Most Child and Youth Care practitioners have been trained into believing that consistency is a cornerstone of good Child and Youth Care work. From Day One every new worker believes that being consistent with the approaches used by the other workers prevents confusion and chaos. The alternative, supposedly being inconsistent, will create an anarchistic society reminiscent of The Lord of the Flies. Like most bad advice, there is enough truth in this axiom to keep it alive long past its date of usefulness.

Consistency means that every worker will treat every youth the same when they do similar behaviors, and that every worker will act the same as other workers in similar situations. The failure to do so will apparently result in confusion and loss of trust and safety by the youth because they will not understand how different youth can be treated differently and how different adults can act differently in similar circumstances. Even as I write this it feels silly. Youth and adults are all very able to see differences in people and judge similar behaviors by different people as not the same without losing a moral or even a practical compass.

New youth need to be treated consistently by all staff until they settle down and feel safe in your program because they are not yet ready to have any relationships with helping adults.

Predictability and believing that “the staff” are safe to be around is a key part of establishing this safety. After 30 days or so, they now need to see staff as individuals who might be attractive or interesting enough to get closer to. This is the beginning of relational Child and Youth Care work. So the approach of all staff acting the same is not useful anymore for that youth. They also need to have more freedom and fewer controls, so the consistency approach of all behavior from different youth having a consistent response is no longer useful.

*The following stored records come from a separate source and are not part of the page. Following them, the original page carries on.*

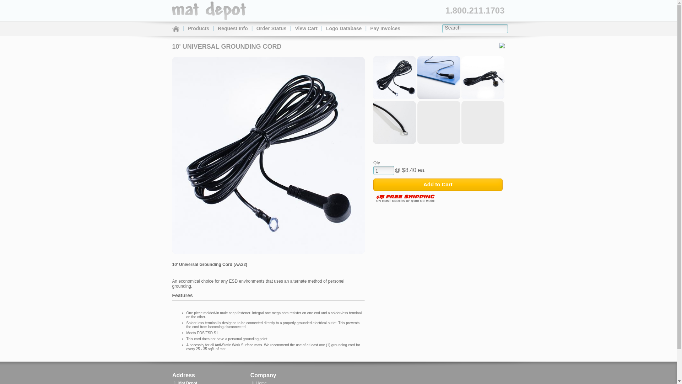 This screenshot has width=682, height=384. Describe the element at coordinates (198, 28) in the screenshot. I see `Products` at that location.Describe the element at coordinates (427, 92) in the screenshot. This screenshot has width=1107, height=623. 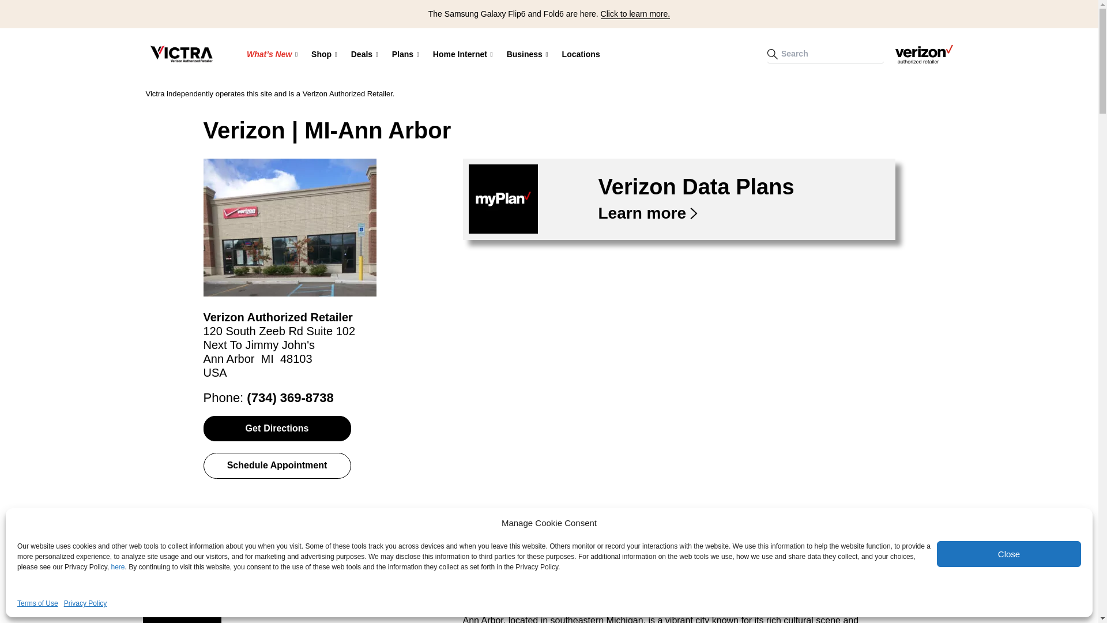
I see `Accessories` at that location.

An example may help; I worked in a group home with adolescent boys. Two youth returned to the home late one evening, one was a new youth (with us only a few days) the other was a youth who I had a relationship with because he was there for several months. I met them at the door and informed the new youth that he was one hour late, so he must come in tomorrow one hour early. I turned to the other youth and said that he needed to sit down with me in 20 minutes and discuss his behavior. The new youth said that he would rather sit and talk to me than come in early, the other youth said he would rather come in early than talk to me. I let them continue on into the living room. Neither of them was confused about being treated differently, and it was a useful thing to do to both of them. The new youth needed to learn the rules and the youth who had a relationship with me needed to think about his poor decision.

The only person confused was a new worker who was observing this. Consistency builds safety, and it impedes individual strength building. New staff are not safe, so they need to act consistently “treat all youth the same and have the same response to similar behavior. New youth are not safe, so they need to be treated the same by all staff, with no relational approaches.
If you are not a new staff (one year or less experience) you should be treating each youth as individuals, with different reasons for behaving. If you are a new staff you need to treat all behavior the same no matter who does it until you feel safe in your personal competence.